Wednesday, January 11, 2006

the lost art of b.s.

i live in ongoing awe of some of my more senior colleagues. these are people who can, in any situation, retain and recall all of the salient details and also command a sophisticated and insightful understanding of the big picture.

i will never be one of those people.

on some level my expectation must have been that without any particular effort i could passively become smart and good at stuff. having realized that such a transformation would actually take a tremendous amount of motivation and effort, and that - let's face it- i probably wouldn't succeed anyway, i've started looking for loopholes.

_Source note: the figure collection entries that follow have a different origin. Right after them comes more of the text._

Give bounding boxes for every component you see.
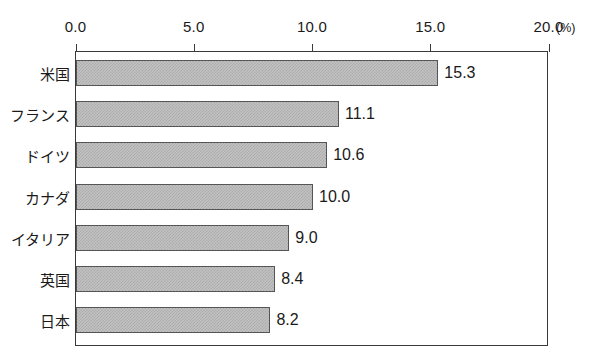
bar-value-label: 9.0: [295, 229, 317, 247]
bar-category-label: 英国: [40, 269, 70, 290]
bar-row: イタリア9.0: [0, 218, 597, 258]
bar-value-label: 8.4: [281, 270, 303, 288]
x-axis-tick: [312, 44, 313, 52]
x-axis-tick: [194, 44, 195, 52]
bar-value-label: 10.0: [319, 188, 350, 206]
bar-row: 日本8.2: [0, 300, 597, 340]
bar-category-label: イタリア: [11, 227, 70, 248]
x-axis-tick-label: 15.0: [415, 18, 445, 35]
bar-row: カナダ10.0: [0, 177, 597, 217]
bar-category-label: 米国: [40, 63, 70, 84]
bar-row: フランス11.1: [0, 94, 597, 134]
bar: [76, 142, 327, 168]
axis-unit-label: (%): [556, 21, 575, 35]
x-axis-tick-label: 10.0: [297, 18, 327, 35]
bar: [76, 307, 270, 333]
x-axis-tick: [430, 44, 431, 52]
bar: [76, 225, 289, 251]
bar: [76, 60, 438, 86]
x-axis-tick-label: 5.0: [183, 18, 204, 35]
bar-value-label: 15.3: [444, 64, 475, 82]
bar-value-label: 11.1: [345, 105, 375, 123]
bar-row: 英国8.4: [0, 259, 597, 299]
bar-category-label: 日本: [40, 310, 70, 331]
bar-category-label: ドイツ: [25, 145, 70, 166]
bar-category-label: フランス: [10, 104, 70, 125]
bar-row: ドイツ10.6: [0, 135, 597, 175]
bar-chart: 0.05.010.015.020.0 (%) 米国15.3フランス11.1ドイツ…: [0, 0, 597, 360]
x-axis-tick: [76, 44, 77, 52]
bar: [76, 101, 339, 127]
bar-category-label: カナダ: [25, 186, 70, 207]
x-axis-tick: [549, 44, 550, 52]
bar-value-label: 10.6: [333, 146, 364, 164]
bar-value-label: 8.2: [276, 311, 298, 329]
bar: [76, 266, 275, 292]
x-axis-tick-label: 0.0: [65, 18, 86, 35]
bar-row: 米国15.3: [0, 53, 597, 93]
bar: [76, 184, 313, 210]
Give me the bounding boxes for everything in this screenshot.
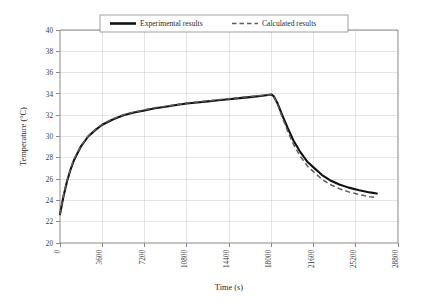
y-tick-label: 32 [46, 112, 54, 120]
y-tick-label: 36 [46, 69, 54, 77]
y-tick-label: 40 [46, 27, 54, 35]
x-tick-label: 28800 [392, 250, 400, 268]
temperature-vs-time-chart: 036007200108001440018000216002520028800 … [0, 0, 421, 301]
y-tick-label: 26 [46, 176, 54, 184]
y-axis-ticks: 2022242628303234363840 [46, 27, 60, 248]
series-line-dashed [60, 94, 377, 214]
y-tick-label: 38 [46, 48, 54, 56]
x-tick-label: 10800 [181, 250, 189, 268]
figure-container: 036007200108001440018000216002520028800 … [0, 0, 421, 301]
x-tick-label: 14400 [223, 250, 231, 268]
y-tick-label: 34 [46, 91, 54, 99]
x-tick-label: 3600 [96, 250, 104, 265]
y-tick-label: 28 [46, 154, 54, 162]
legend-label: Experimental results [140, 19, 203, 28]
grid-lines [60, 30, 398, 243]
data-series [60, 94, 377, 214]
x-tick-label: 21600 [308, 250, 316, 268]
y-tick-label: 24 [46, 197, 54, 205]
legend: Experimental resultsCalculated results [100, 15, 348, 32]
y-tick-label: 20 [46, 240, 54, 248]
x-tick-label: 25200 [350, 250, 358, 268]
y-axis-title: Temperature (°C) [19, 107, 28, 166]
y-tick-label: 22 [46, 218, 54, 226]
x-tick-label: 18000 [265, 250, 273, 268]
y-tick-label: 30 [46, 133, 54, 141]
series-line-solid [60, 94, 377, 214]
legend-label: Calculated results [262, 19, 316, 28]
x-axis-ticks: 036007200108001440018000216002520028800 [54, 243, 400, 268]
x-tick-label: 7200 [139, 250, 147, 265]
x-axis-title: Time (s) [215, 283, 244, 292]
x-tick-label: 0 [54, 250, 62, 254]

basically what i've found is that there's no upper limit to how much one can bluff. it all started with a couple a stalling devices that i picked up from some friends at work- things you can say when you're up against a wall that either so vague or so universally true that they're almost never the wrong answer. while i want to say that over the last few weeks my blogmate and i have been involved in a collaborative effort to expand the list to cover one's behind in a variety of situations, the truth is probably that while i've been busy confabulating bullshit answers, my blogmate has actuallly been getting smarter and more sophisticated in her understanding of things.

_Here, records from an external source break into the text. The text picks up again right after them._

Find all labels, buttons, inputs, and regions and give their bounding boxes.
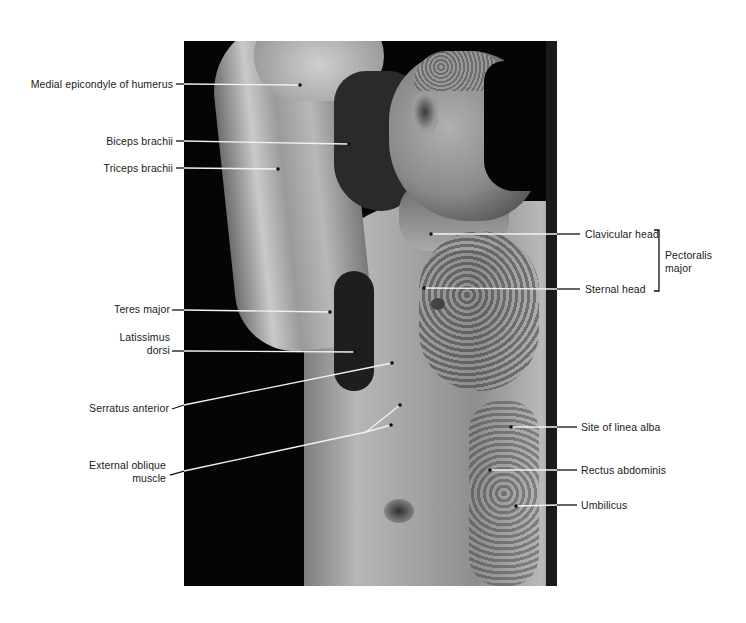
label-external-oblique-line1: External oblique (89, 459, 166, 472)
chest-hair-texture (419, 231, 539, 391)
label-latissimus-line2: dorsi (119, 344, 170, 357)
photo-right-edge (546, 41, 557, 586)
label-clavicular-head: Clavicular head (585, 228, 659, 241)
ear-region (412, 91, 438, 133)
anatomical-photograph (184, 41, 557, 586)
label-serratus-anterior: Serratus anterior (89, 402, 169, 415)
label-teres-major: Teres major (114, 303, 170, 316)
abdomen-hair-texture (469, 401, 539, 586)
label-latissimus-line1: Latissimus (119, 331, 170, 344)
nipple-mark (431, 298, 445, 310)
label-site-of-linea-alba: Site of linea alba (581, 421, 660, 434)
label-sternal-head: Sternal head (585, 283, 646, 296)
label-medial-epicondyle: Medial epicondyle of humerus (31, 78, 173, 91)
navel-shadow (384, 499, 414, 523)
label-pectoralis-major: Pectoralis major (665, 249, 712, 274)
label-triceps-brachii: Triceps brachii (104, 162, 173, 175)
label-rectus-abdominis: Rectus abdominis (581, 464, 666, 477)
label-external-oblique: External oblique muscle (89, 459, 166, 484)
label-pectoralis-line2: major (665, 262, 712, 275)
label-external-oblique-line2: muscle (89, 472, 166, 485)
label-pectoralis-line1: Pectoralis (665, 249, 712, 262)
anatomy-figure: Medial epicondyle of humerus Biceps brac… (0, 0, 746, 623)
label-biceps-brachii: Biceps brachii (106, 135, 173, 148)
label-latissimus-dorsi: Latissimus dorsi (119, 331, 170, 356)
axilla-shadow (334, 271, 374, 391)
label-umbilicus: Umbilicus (581, 499, 627, 512)
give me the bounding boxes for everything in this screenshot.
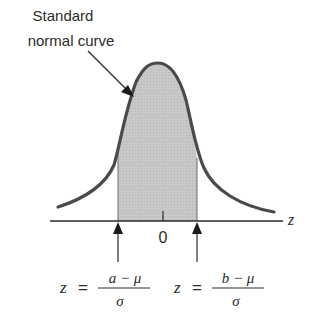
curve-label-line1: Standard [33,7,94,24]
standard-normal-diagram: z 0 Standard normal curve z = a − μ σ z … [0,0,310,317]
shaded-area [118,63,197,221]
curve-label-line2: normal curve [28,32,115,49]
left-formula-lhs: z [59,278,67,297]
left-formula-equals: = [78,278,88,297]
axis-variable-label: z [287,211,295,228]
zero-tick-label: 0 [159,229,168,246]
right-formula-denominator: σ [232,293,240,309]
left-bound-formula: z = a − μ σ [59,270,150,309]
left-formula-numerator: a − μ [109,270,142,286]
right-formula-lhs: z [173,278,181,297]
right-bound-formula: z = b − μ σ [173,270,264,309]
right-formula-numerator: b − μ [222,270,255,286]
left-bound-arrow-head-icon [113,222,123,234]
right-bound-arrow-head-icon [192,222,202,234]
right-formula-equals: = [192,278,202,297]
left-formula-denominator: σ [116,293,124,309]
callout-arrow-shaft [88,51,128,91]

whether or not i'm acting alone, i'm escalating my ploys to make it look like i know what's going on. i've come up with two basic approaches:

#1) embellishment- if you have a reasonably good idea of what the key issues are, but have been unwilling or unable to back yourself up with hard data you can usually get around ever providing it. the truth is that most people don't want to listen to you drone on about the details anyway- all you really have to do is use big words to get across that you understand the concept and make it seem like you're doing people a favor by leaving out the minutiae.

#1a) dumbing it down- the opposite tactic, only for the most skilled participants, is to use inappropriately small, childish words to describe highly complex or worrisome phenomena- it makes it sound like you've arrived on a higher plane of understanding.

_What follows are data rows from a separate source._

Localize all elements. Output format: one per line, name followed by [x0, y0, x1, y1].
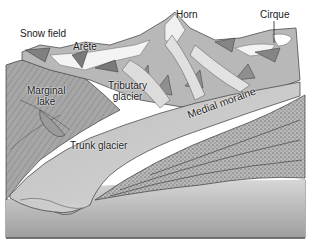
label-horn: Horn: [176, 9, 198, 20]
cirque-pointer-line: [272, 21, 276, 43]
label-snow-field: Snow field: [20, 28, 66, 39]
label-cirque: Cirque: [260, 9, 289, 20]
label-tributary-glacier: Tributary glacier: [108, 80, 147, 102]
label-marginal-lake: Marginal lake: [27, 85, 65, 107]
glacier-diagram: Snow field Arête Horn Cirque Marginal la…: [0, 0, 309, 239]
label-arete: Arête: [73, 41, 97, 52]
label-trunk-glacier: Trunk glacier: [70, 140, 127, 151]
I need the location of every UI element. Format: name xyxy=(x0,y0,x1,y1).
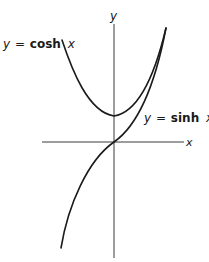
sinh-label-eq: = xyxy=(156,111,166,125)
hyperbolic-functions-diagram: y x y = cosh x y = sinh x xyxy=(0,0,209,262)
sinh-label: y = sinh x xyxy=(143,111,209,125)
x-axis-label: x xyxy=(185,136,193,149)
cosh-label: y = cosh x xyxy=(2,37,76,51)
cosh-label-var: x xyxy=(67,37,76,51)
cosh-label-eq: = xyxy=(15,37,25,51)
y-axis-label: y xyxy=(109,9,118,23)
sinh-label-fn: sinh xyxy=(171,111,199,125)
sinh-label-var: x xyxy=(205,111,209,125)
sinh-label-lhs: y xyxy=(143,111,152,125)
cosh-label-fn: cosh xyxy=(30,37,61,51)
cosh-label-lhs: y xyxy=(2,37,11,51)
plot-canvas: y x y = cosh x y = sinh x xyxy=(0,0,209,262)
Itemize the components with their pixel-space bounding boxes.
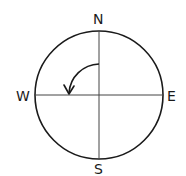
north-label: N <box>93 12 103 26</box>
rotation-arc <box>69 64 99 93</box>
east-label: E <box>167 89 176 103</box>
west-label: W <box>16 89 30 103</box>
south-label: S <box>94 162 103 176</box>
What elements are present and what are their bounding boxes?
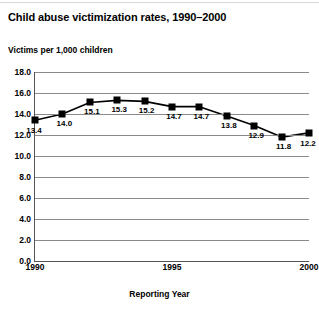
data-point-label: 11.8 [276, 143, 291, 151]
x-axis-title: Reporting Year [0, 289, 319, 299]
data-point-marker [114, 97, 121, 104]
y-axis-tick-label: 4.0 [19, 215, 31, 224]
data-point-marker [251, 122, 258, 129]
x-axis-tick-label: 1995 [163, 263, 182, 272]
data-point-label: 13.4 [26, 127, 42, 135]
y-axis-tick-label: 8.0 [19, 173, 31, 182]
plot-area: 18.016.014.012.010.08.06.04.02.00.019901… [34, 72, 309, 262]
gridline [35, 93, 309, 94]
gridline [35, 72, 309, 73]
y-axis-tick-label: 6.0 [19, 194, 31, 203]
y-axis-tick-label: 18.0 [14, 68, 31, 77]
chart-title: Child abuse victimization rates, 1990–20… [8, 11, 226, 23]
data-point-marker [196, 103, 203, 110]
header-divider [0, 2, 319, 3]
chart-figure: Child abuse victimization rates, 1990–20… [0, 0, 319, 310]
gridline [35, 135, 309, 136]
x-axis-tick-label: 1990 [26, 263, 45, 272]
y-axis-tick-label: 2.0 [19, 236, 31, 245]
data-point-marker [169, 103, 176, 110]
y-axis-tick-label: 14.0 [14, 110, 31, 119]
data-point-marker [223, 113, 230, 120]
data-point-marker [306, 129, 313, 136]
data-point-label: 15.2 [139, 107, 155, 115]
data-point-label: 14.7 [166, 113, 182, 121]
gridline [35, 156, 309, 157]
x-axis-tick-label: 2000 [300, 263, 319, 272]
data-point-marker [278, 134, 285, 141]
data-point-marker [141, 98, 148, 105]
chart-subtitle: Victims per 1,000 children [8, 45, 113, 55]
data-point-label: 13.8 [221, 122, 237, 130]
data-series-line [35, 72, 309, 261]
data-point-label: 15.3 [111, 106, 127, 114]
gridline [35, 198, 309, 199]
data-point-label: 14.7 [194, 113, 210, 121]
gridline [35, 219, 309, 220]
gridline [35, 240, 309, 241]
y-axis-tick-label: 16.0 [14, 89, 31, 98]
data-point-marker [59, 111, 66, 118]
gridline [35, 177, 309, 178]
data-point-label: 14.0 [57, 120, 73, 128]
data-point-label: 12.9 [248, 132, 264, 140]
data-point-label: 15.1 [84, 108, 100, 116]
data-point-label: 12.2 [300, 140, 316, 148]
data-point-marker [86, 99, 93, 106]
y-axis-tick-label: 10.0 [14, 152, 31, 161]
data-point-marker [32, 117, 39, 124]
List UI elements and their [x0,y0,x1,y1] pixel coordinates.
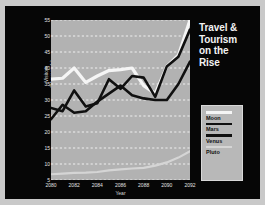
legend-label: Mars [206,126,238,132]
series-line-moon [51,20,190,94]
y-axis-ticks: 510152025303540455055 [29,20,50,180]
x-tick-label: 2092 [179,182,201,188]
slide-canvas: Travel & Tourism on the Rise Visitors (T… [5,6,260,199]
legend-swatch-pluto [206,146,232,149]
legend-item-venus[interactable]: Venus [206,134,238,144]
x-tick-label: 2082 [63,182,85,188]
y-tick-label: 50 [32,34,50,39]
y-tick-label: 35 [32,82,50,87]
x-tick-label: 2088 [133,182,155,188]
legend-item-moon[interactable]: Moon [206,111,238,121]
y-tick-label: 15 [32,146,50,151]
x-axis-label: Year [51,190,190,196]
title-line-2: Tourism [199,34,260,46]
y-tick-label: 55 [32,18,50,23]
legend-swatch-venus [206,134,232,137]
x-tick-label: 2086 [110,182,132,188]
y-tick-label: 10 [32,162,50,167]
y-tick-label: 40 [32,66,50,71]
chart-svg [51,20,190,180]
legend-label: Pluto [206,149,238,155]
x-tick-label: 2080 [40,182,62,188]
y-tick-label: 20 [32,130,50,135]
title-line-3: on the [199,45,260,57]
title-line-4: Rise [199,57,260,69]
legend-item-pluto[interactable]: Pluto [206,146,238,156]
x-tick-label: 2090 [156,182,178,188]
y-tick-label: 45 [32,50,50,55]
x-tick-label: 2084 [86,182,108,188]
x-axis-ticks: 2080208220842086208820902092 [51,182,190,190]
page-title: Travel & Tourism on the Rise [199,22,260,68]
title-line-1: Travel & [199,22,260,34]
legend-swatch-moon [206,111,232,114]
plot-area [51,20,190,180]
plot-inner [51,20,190,180]
slide-frame: Travel & Tourism on the Rise Visitors (T… [0,0,265,205]
legend-entries: MoonMarsVenusPluto [202,106,242,155]
y-tick-label: 25 [32,114,50,119]
legend-label: Venus [206,138,238,144]
y-tick-label: 30 [32,98,50,103]
legend-item-mars[interactable]: Mars [206,123,238,133]
series-line-pluto [51,151,190,174]
legend-label: Moon [206,115,238,121]
legend-swatch-mars [206,123,232,126]
chart-legend: MoonMarsVenusPluto [201,105,243,181]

#2) plausibility- if you actually have no idea what's going on but you have enough free time to harvest some (but not necessarily all) of the details, you can usually arrange them to come out of your mouth in such a way that they make sense to everyone else. take it step higher by either drawing a conclusion that sounds pretty reasonable (and vague), or by finding a way to make your data back up a known reality.

every day i get one step closer to greatness.

1 comment:

jo-na said...

i haven't tried these, but can we borrow more tactics from our politician friends?

#3- pretending to draw profound analogies via quaint farmer-esque references?

#4- deflecting any attention from the issue at hand by getting on a pedestal intoning about the working class, or how the children are our future?

#5- just plain making up the data, or pretending we have data but actually have nothing? or insist that the data show some trend that favors our stance, without actually mentioning what those data are that are or are not trending?

i think we have LOTS more bs to explore.